Smiling weakly at Hoss's determination, Ben ignored what they had both carefully left unsaid. There would be no easy or quick exit from the town. There was more than eighty miles of narrow and cavernous road keeping them here. It had claimed the lives of numerous Ponderosa stock, forcing Hoss and Ben to traverse around their bodies during their own perilous trek. That road—if one could even call it that—had taken the lives of so many. Ben had no intention of giving it another.
It was an impossible situation. A heart wrenching thing to examine and consider. Removing Joe from the town in his delicate condition would kill him, but if Adam remained here he would surely die. They could break Adam out of jail, but then what? One of them would be forced to leave with him while the other stayed behind with Joe. The only thing worse than thinking about leaving this town was being forced to stay in it under such circumstances. There was no predicting what the town elders would decree be done to those who remained.
"There's something else that I still can't figure," Hoss said, his blue eyes uneasy.
"What's that?" Ben asked, grateful for the distraction.

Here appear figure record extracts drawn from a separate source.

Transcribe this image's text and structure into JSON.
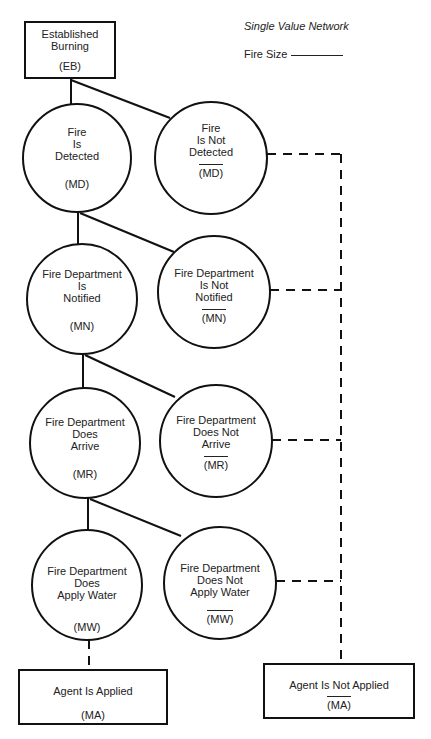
{
  "header": {
    "cut_text": ""
  },
  "legend": {
    "title": "Single Value Network",
    "fire_size_label": "Fire Size"
  },
  "nodes": {
    "eb": {
      "line1": "Established",
      "line2": "Burning",
      "abbr": "(EB)"
    },
    "md": {
      "line1": "Fire",
      "line2": "Is",
      "line3": "Detected",
      "abbr": "(MD)"
    },
    "md_not": {
      "line1": "Fire",
      "line2": "Is Not",
      "line3": "Detected",
      "abbr": "(MD)"
    },
    "mn": {
      "line1": "Fire Department",
      "line2": "Is",
      "line3": "Notified",
      "abbr": "(MN)"
    },
    "mn_not": {
      "line1": "Fire Department",
      "line2": "Is Not",
      "line3": "Notified",
      "abbr": "(MN)"
    },
    "mr": {
      "line1": "Fire Department",
      "line2": "Does",
      "line3": "Arrive",
      "abbr": "(MR)"
    },
    "mr_not": {
      "line1": "Fire Department",
      "line2": "Does Not",
      "line3": "Arrive",
      "abbr": "(MR)"
    },
    "mw": {
      "line1": "Fire Department",
      "line2": "Does",
      "line3": "Apply Water",
      "abbr": "(MW)"
    },
    "mw_not": {
      "line1": "Fire Department",
      "line2": "Does Not",
      "line3": "Apply Water",
      "abbr": "(MW)"
    },
    "ma": {
      "line1": "Agent Is Applied",
      "abbr": "(MA)"
    },
    "ma_not": {
      "line1": "Agent Is Not Applied",
      "abbr": "(MA)"
    }
  },
  "colors": {
    "stroke": "#111111",
    "background": "#ffffff"
  }
}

"In a town this isolated, derelict, and empty, with no general store or bank or even a bonafide lawman to speak of, how did they send us the telegraph to request stock? Montana territory is a lot closer than Nevada; they got ranches and they got cattle, and so does the land further south in this territory as a matter of fact. Why didn't these folks ask them for beef stock? Why did they ask us? How did they know who we were in the first place?"
The questions were startling and stomach turning, awakening inside of Ben's heart a flicker of dread. He did not know how to answer any of them. But he knew Joe could not leave the town. He knew Adam could not remain in it. And he knew it seemed downright impossible to save them both.